Gānlù tuóluóní zhòu 甘露陀羅尼呪

Sweet-Dew Dhāraṇī Spell by 實叉難陀 (Shíchānántuó, Śikṣānanda, 譯)

About the work

A single-paragraph anonymous-or-semi-anonymous Esoteric dhāraṇī-text traditionally attributed to Śikṣānanda (實叉難陀). The Taishō witness gives the head-line 于闐三藏實叉難陀佛授記寺譯 (“translated by the Khotanese tripiṭaka Śikṣānanda at the Fó-shòu-jì-sì 佛授記寺”), placing it among the short dhāraṇī produced by Śikṣānanda’s atelier alongside the great 80-fascicle Avataṃsaka and his Burning-Face translation KR6j0545 (T1314). The text’s tail-formula gives an alternate title 佛說甘露陀羅尼經 (“Sūtra of the Sweet-Dew Dhāraṇī, Spoken by the Buddha”).

Abstract

The whole text consists of a single transcribed Sanskrit dhāraṇī of about 22 pādas, delimited by the standard Chinese verse-numbering. The opening is the homage-formula:

namaḥ bhagavate amitābhāya tathāgatāya arhate samyak-saṃbuddhāya tadyathā oṃ amṛte amṛtodbhave amṛta-saṃbhave amṛta-garbhe amṛta-siddhe amṛta-teje amṛta-vikrānte amṛta-vikrānta-gāmine amṛta-gagana-kīrti-kare amṛta-dundubhi sarvārthe sarva-tathāgata-sādhanam sarva-karmā-kleśa-kṣayaṃ-kare svāhā

— that is, the Amṛta-rāja-Amitābha sweet-dew dhāraṇī, the principal “long” amṛta-mantra (amṛta-bīja) of the Pure-Land–and–amṛta tradition. The same mantra is also embedded as the Wú-liàng-shòu rúlái gēn-běn tuó-luó-ní 無量壽如來根本陀羅尼 in numerous Tang-period ritual manuals.

There is no narrative frame, no offering instruction, and no merit-catalogue — the text is essentially a dhāraṇī-card. Its placement in Taishō vol. 21 immediately after KR6j0547 (the short Sweet-Dew Sūtra dhāraṇī of the Surūpa-kāya / amṛta-rāja family) attests to its function within the Burning-Mouth / amṛta cluster: where T1316 supplies the four-syllable Surūpa amṛta-mantra used to convert water into sweet-dew, T1317 supplies the long Amitābha-amṛta dhāraṇī used to consecrate the same offering. The text remained the standard liturgical form of the Amṛta-rāja dhāraṇī through the medieval and early-modern periods.

Date: although the catalog meta carries the Śikṣānanda attribution and dynasty 唐, the brevity of the text and the absence of any matching colophon make the attribution provisional. The bracket given here (695–704) follows Śikṣānanda’s main Cháng’ān period at the Fó-shòu-jì-sì. If the attribution is incorrect — as is possible for a free-standing dhāraṇī-card — the text may be earlier or somewhat later, but late-seventh-century circulation is independently established by the parallel dhāraṇī’s appearance in other early-Tang ritual texts.

Translations and research

No substantial secondary literature located on T1317 in particular. For the Amitābha amṛta-rāja dhāraṇī tradition more broadly, see the standard treatments of the Pure-Land mantra-cult; the amṛta-segment of the Yán-kǒu cycle is treated in Orzech (1996) and Lye (2003) cited under KR6j0544.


Could you write out the listing below exactly as it stands, leaving out the pictures?

■ **DATASET RECORDS**
^^^^
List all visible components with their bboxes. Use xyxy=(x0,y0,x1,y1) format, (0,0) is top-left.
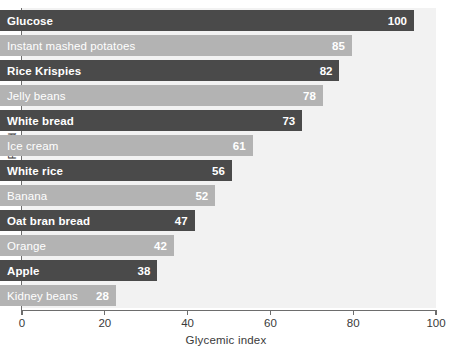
bar-row: Rice Krispies82 xyxy=(0,60,452,82)
x-tick-label: 100 xyxy=(416,317,452,329)
bar-row: White rice56 xyxy=(0,160,452,182)
x-tick-mark xyxy=(435,310,436,315)
glycemic-index-bar-chart: Food Glucose100Instant mashed potatoes85… xyxy=(0,0,452,350)
x-tick-label: 0 xyxy=(2,317,42,329)
bar-value-label: 42 xyxy=(154,240,174,252)
bar-row: Glucose100 xyxy=(0,10,452,32)
bar-category-label: Orange xyxy=(0,240,46,252)
bar-category-label: Banana xyxy=(0,190,47,202)
bar-value-label: 78 xyxy=(303,90,323,102)
bar[interactable]: Rice Krispies82 xyxy=(0,60,339,82)
bar[interactable]: Glucose100 xyxy=(0,10,414,32)
bar-category-label: Ice cream xyxy=(0,140,58,152)
bar[interactable]: Ice cream61 xyxy=(0,135,253,157)
bar-row: Oat bran bread47 xyxy=(0,210,452,232)
bar-row: Banana52 xyxy=(0,185,452,207)
bar-category-label: Rice Krispies xyxy=(0,65,81,77)
x-tick-mark xyxy=(187,310,188,315)
bar-row: Jelly beans78 xyxy=(0,85,452,107)
bar[interactable]: White bread73 xyxy=(0,110,302,132)
bar[interactable]: Instant mashed potatoes85 xyxy=(0,35,352,57)
bar-category-label: Kidney beans xyxy=(0,290,78,302)
x-tick-mark xyxy=(270,310,271,315)
bar-value-label: 85 xyxy=(332,40,352,52)
bar-category-label: White rice xyxy=(0,165,63,177)
x-axis-title: Glycemic index xyxy=(0,334,452,346)
bar[interactable]: Kidney beans28 xyxy=(0,285,116,307)
bar-row: Apple38 xyxy=(0,260,452,282)
bar[interactable]: Orange42 xyxy=(0,235,174,257)
bar-category-label: Apple xyxy=(0,265,39,277)
bar-category-label: Instant mashed potatoes xyxy=(0,40,135,52)
bar-category-label: Glucose xyxy=(0,15,53,27)
x-axis-line xyxy=(21,310,437,311)
bar-category-label: White bread xyxy=(0,115,74,127)
x-tick-label: 80 xyxy=(333,317,373,329)
bar-value-label: 52 xyxy=(195,190,215,202)
bar[interactable]: Banana52 xyxy=(0,185,215,207)
bar-value-label: 38 xyxy=(138,265,158,277)
x-tick-mark xyxy=(104,310,105,315)
bar[interactable]: Jelly beans78 xyxy=(0,85,323,107)
bar[interactable]: Oat bran bread47 xyxy=(0,210,195,232)
bar-category-label: Oat bran bread xyxy=(0,215,90,227)
x-tick-label: 60 xyxy=(250,317,290,329)
bar[interactable]: White rice56 xyxy=(0,160,232,182)
x-tick-mark xyxy=(21,310,22,315)
bar-category-label: Jelly beans xyxy=(0,90,66,102)
bar-value-label: 61 xyxy=(233,140,253,152)
bar-value-label: 82 xyxy=(320,65,340,77)
bar-value-label: 28 xyxy=(96,290,116,302)
bar-row: Instant mashed potatoes85 xyxy=(0,35,452,57)
bar-value-label: 100 xyxy=(388,15,414,27)
bar-value-label: 47 xyxy=(175,215,195,227)
bar[interactable]: Apple38 xyxy=(0,260,157,282)
x-tick-mark xyxy=(353,310,354,315)
x-tick-label: 40 xyxy=(168,317,208,329)
bar-value-label: 73 xyxy=(282,115,302,127)
bar-row: Orange42 xyxy=(0,235,452,257)
bar-row: White bread73 xyxy=(0,110,452,132)
x-tick-label: 20 xyxy=(85,317,125,329)
bar-row: Kidney beans28 xyxy=(0,285,452,307)
bar-row: Ice cream61 xyxy=(0,135,452,157)
bar-value-label: 56 xyxy=(212,165,232,177)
^^^^
■ **YOUR RESPONSE**
List all visible components with their bboxes. Use xyxy=(x0,y0,x1,y1) format, (0,0) is top-left.
bar-row: Rice Krispies82 xyxy=(0,60,452,82)
x-tick-label: 100 xyxy=(416,317,452,329)
bar-row: White rice56 xyxy=(0,160,452,182)
x-tick-mark xyxy=(435,310,436,315)
glycemic-index-bar-chart: Food Glucose100Instant mashed potatoes85… xyxy=(0,0,452,350)
x-tick-label: 0 xyxy=(2,317,42,329)
bar-value-label: 42 xyxy=(154,240,174,252)
bar-row: Glucose100 xyxy=(0,10,452,32)
bar-category-label: Orange xyxy=(0,240,46,252)
bar-category-label: Banana xyxy=(0,190,47,202)
bar-value-label: 78 xyxy=(303,90,323,102)
bar[interactable]: Rice Krispies82 xyxy=(0,60,339,82)
bar[interactable]: Glucose100 xyxy=(0,10,414,32)
bar-category-label: Ice cream xyxy=(0,140,58,152)
bar[interactable]: Ice cream61 xyxy=(0,135,253,157)
bar-row: Oat bran bread47 xyxy=(0,210,452,232)
bar-row: Banana52 xyxy=(0,185,452,207)
bar-category-label: Rice Krispies xyxy=(0,65,81,77)
x-tick-mark xyxy=(187,310,188,315)
bar-row: Jelly beans78 xyxy=(0,85,452,107)
bar[interactable]: White bread73 xyxy=(0,110,302,132)
bar[interactable]: Instant mashed potatoes85 xyxy=(0,35,352,57)
bar-category-label: Kidney beans xyxy=(0,290,78,302)
x-tick-mark xyxy=(270,310,271,315)
bar-value-label: 85 xyxy=(332,40,352,52)
bar-category-label: White rice xyxy=(0,165,63,177)
x-axis-title: Glycemic index xyxy=(0,334,452,346)
bar[interactable]: Kidney beans28 xyxy=(0,285,116,307)
bar-row: Apple38 xyxy=(0,260,452,282)
bar[interactable]: Orange42 xyxy=(0,235,174,257)
bar-category-label: Apple xyxy=(0,265,39,277)
bar-category-label: Instant mashed potatoes xyxy=(0,40,135,52)
bar-category-label: Glucose xyxy=(0,15,53,27)
x-axis-line xyxy=(21,310,437,311)
bar-category-label: White bread xyxy=(0,115,74,127)
x-tick-label: 80 xyxy=(333,317,373,329)
bar-value-label: 52 xyxy=(195,190,215,202)
bar[interactable]: Banana52 xyxy=(0,185,215,207)
bar-value-label: 38 xyxy=(138,265,158,277)
x-tick-mark xyxy=(104,310,105,315)
bar[interactable]: Jelly beans78 xyxy=(0,85,323,107)
bar[interactable]: Oat bran bread47 xyxy=(0,210,195,232)
bar-category-label: Oat bran bread xyxy=(0,215,90,227)
x-tick-label: 60 xyxy=(250,317,290,329)
bar[interactable]: White rice56 xyxy=(0,160,232,182)
x-tick-mark xyxy=(21,310,22,315)
bar-category-label: Jelly beans xyxy=(0,90,66,102)
bar-value-label: 61 xyxy=(233,140,253,152)
bar-value-label: 82 xyxy=(320,65,340,77)
bar-value-label: 28 xyxy=(96,290,116,302)
bar-row: Instant mashed potatoes85 xyxy=(0,35,452,57)
bar-value-label: 100 xyxy=(388,15,414,27)
bar-value-label: 47 xyxy=(175,215,195,227)
bar[interactable]: Apple38 xyxy=(0,260,157,282)
x-tick-mark xyxy=(353,310,354,315)
x-tick-label: 40 xyxy=(168,317,208,329)
bar-value-label: 73 xyxy=(282,115,302,127)
bar-row: Orange42 xyxy=(0,235,452,257)
bar-row: White bread73 xyxy=(0,110,452,132)
x-tick-label: 20 xyxy=(85,317,125,329)
bar-row: Kidney beans28 xyxy=(0,285,452,307)
bar-row: Ice cream61 xyxy=(0,135,452,157)
bar-value-label: 56 xyxy=(212,165,232,177)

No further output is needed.